At intervals other bombs fell, but no more near us; sometimes several dropped flares made the sky half like daylight. Then I came home, washed, put antiseptic on my scratches, and here I am writing this, down in the basement at home, with intermittent bomber noise and barrage.

I forgot to say that when the mother who had been screaming was got out her first words were to thank us all very nicely, in the same tone as if we had given her a very good Xmas present, and her second to make sure her daughter and husband were out. They talked to one another quite calmly on their stretchers before being taken away.

Now these are experiences which have come to several thousand Londoners since you went over, and yet the attitude to them is getting steadily more balanced and confident, partly I think because of recognition of the limits of the destruction and the chances of escape, partly through fatalism, partly because so many of those who could not take it are now evacuated, and partly because of the relative efficiency and high morale of the ARP services, and above all pride in the RAF and confidence that they will win.

The particular street where this happened ** has already had several bad bomb hits, but the road has been mended, services are functioning again and people carry on - the wardens' Post-cum-Shelter had an atmosphere remarkably like a village hall the day before the local beanfeast, with a lot of plump, managing, bright, middle-aged ladies and men making themselves useful, and plenty of hangers-on.

The curious thing is the way it is all given a status of normality, not by some sort of neurotic adaptation, but by embracing it into the English social pattern, just as if the Bishop's wife had to have Gandhi and Harry Pollitt and the local pawnbroker to tea and treated it as the most natural thing in the world. The idea that bombs are terrifying and intolerable is therefore submerged in the very strong insistence on treating them as a rather special but quite normal and accepted institution, of a sort no one expects to enjoy much like a flower show where it always rains and everyone knows it always will. So instead of the bomb destroying the civilisation the civilisation practically destroys the bomb - well, all but!

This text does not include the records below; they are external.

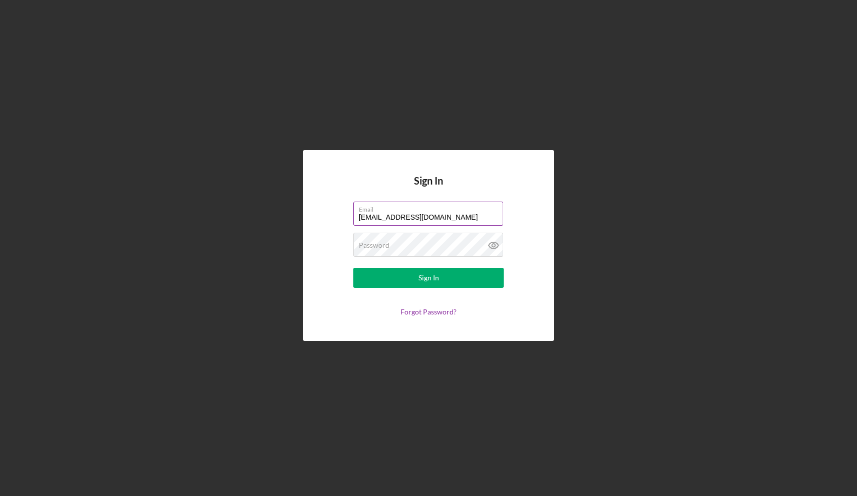  What do you see at coordinates (429, 278) in the screenshot?
I see `button: Sign In` at bounding box center [429, 278].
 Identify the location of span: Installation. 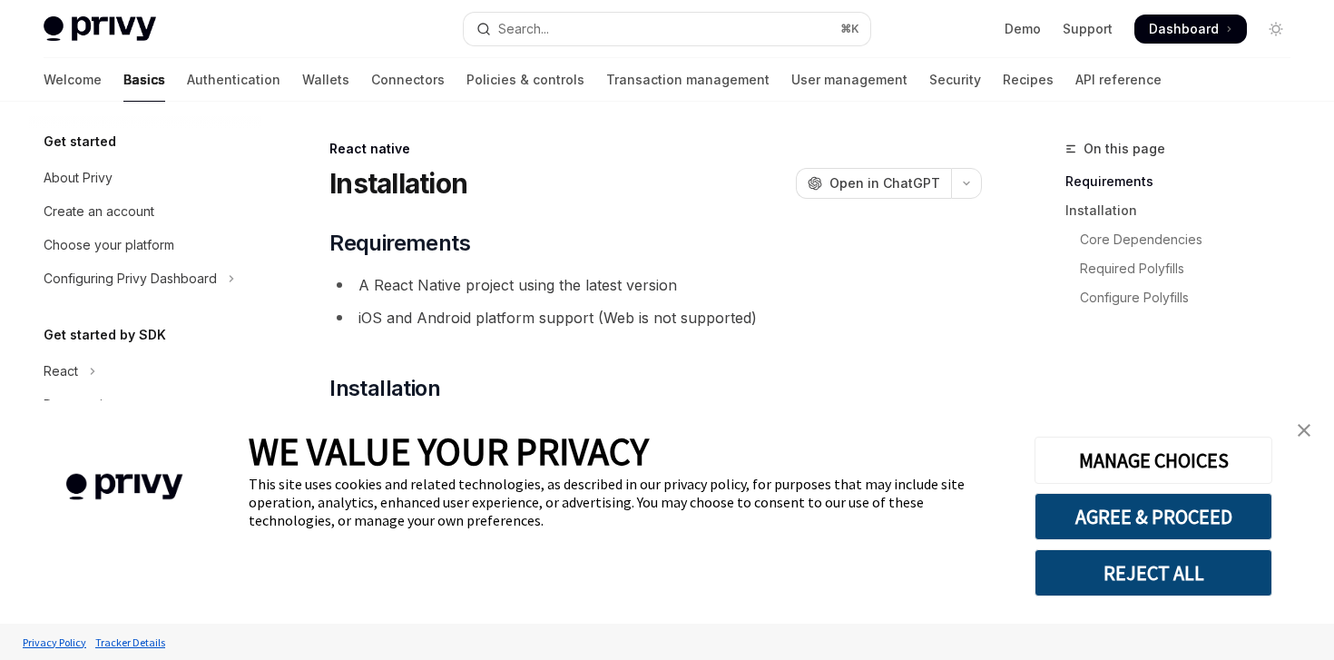
(385, 388).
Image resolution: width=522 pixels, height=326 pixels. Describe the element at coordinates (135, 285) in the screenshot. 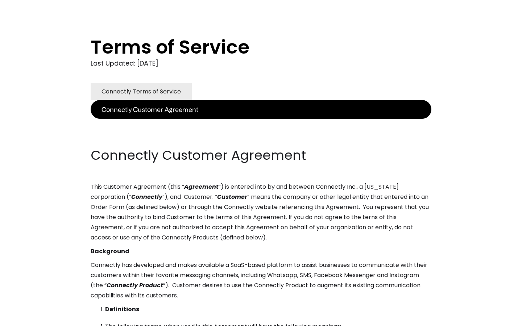

I see `em: Connectly Product` at that location.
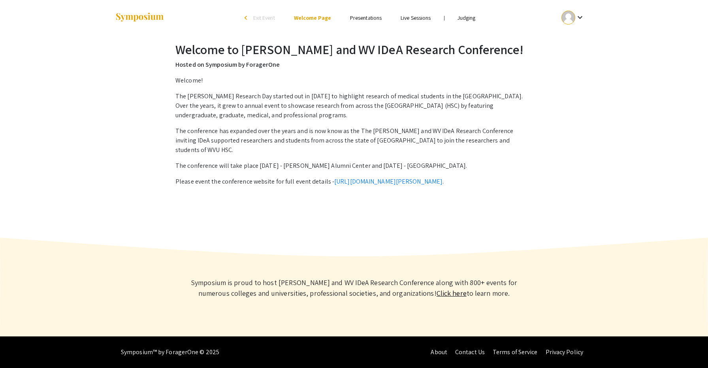 Image resolution: width=708 pixels, height=368 pixels. I want to click on a: About, so click(439, 352).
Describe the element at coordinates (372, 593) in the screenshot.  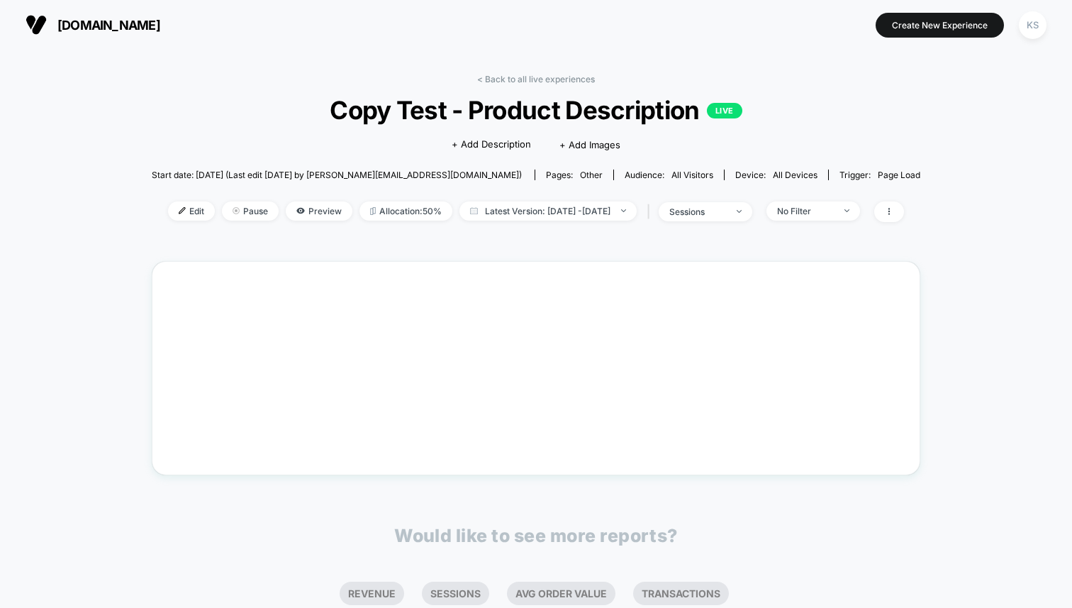
I see `li: Revenue` at that location.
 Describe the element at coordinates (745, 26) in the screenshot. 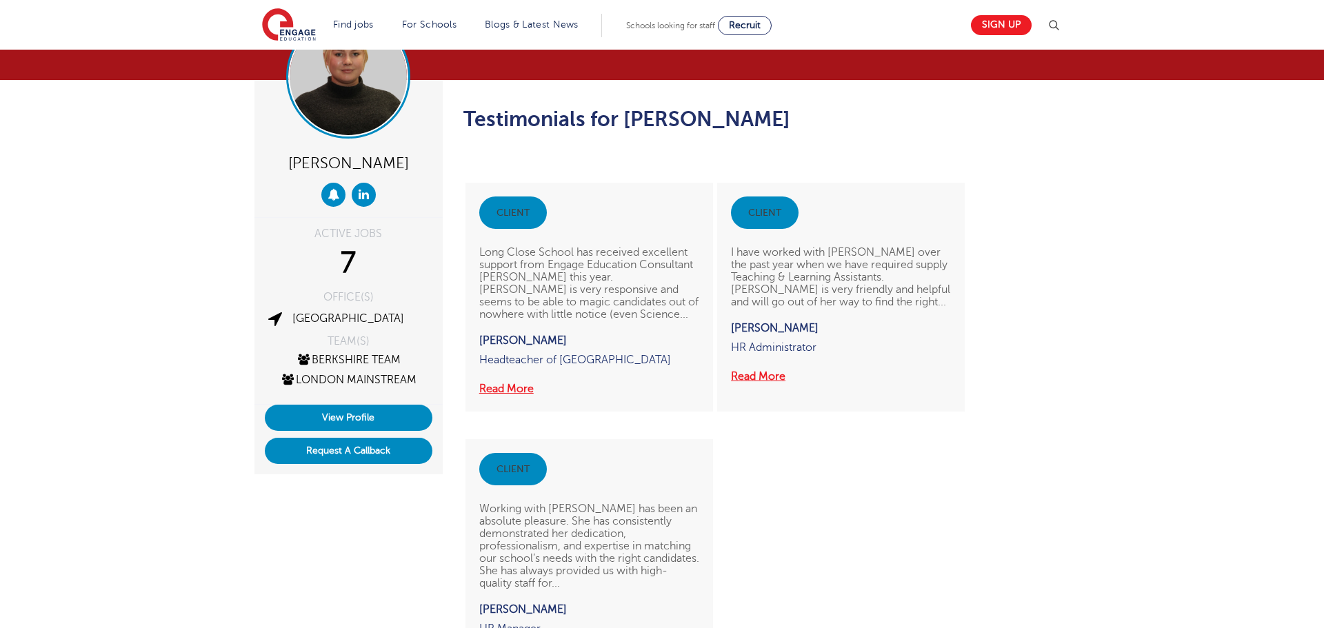

I see `a: Recruit` at that location.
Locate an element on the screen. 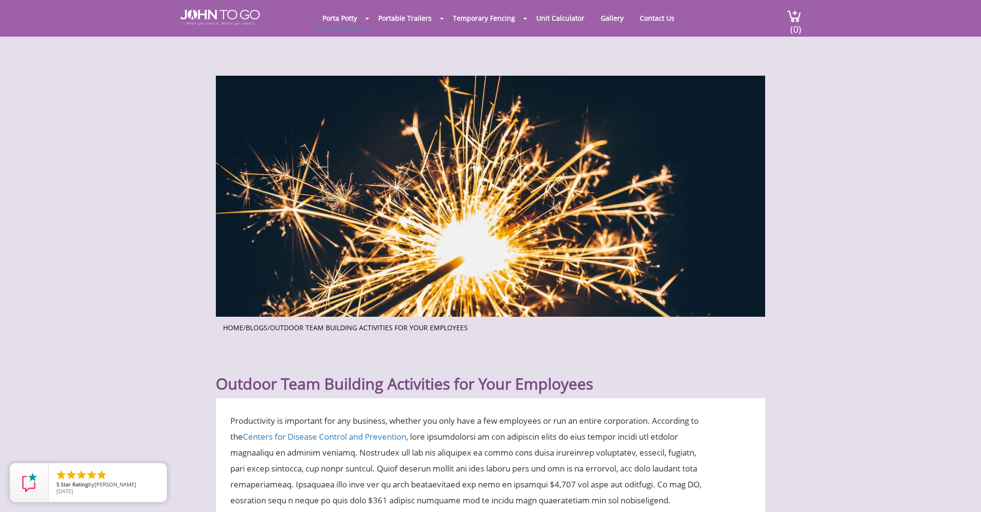 The image size is (981, 512). a: Temporary Fencing is located at coordinates (484, 18).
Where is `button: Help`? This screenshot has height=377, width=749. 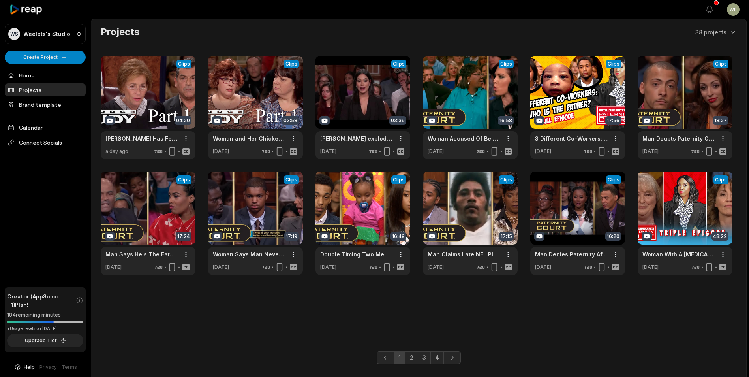 button: Help is located at coordinates (24, 367).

Well I have written too much and you will never be able to read it, but at any rate it has been interesting to put it down like this while it is fresh, and if it helps to convey a bit of background so much the better.

God bless you Leonard and goodnight. Max.

** NOTE IN EXPLANATION (1985) The bomb was in Shawfield Street, near the Memorial Hall, SW3. ARP = Air Raid Precautions services. Harry Pollitt was the then leader of the British Communist Party.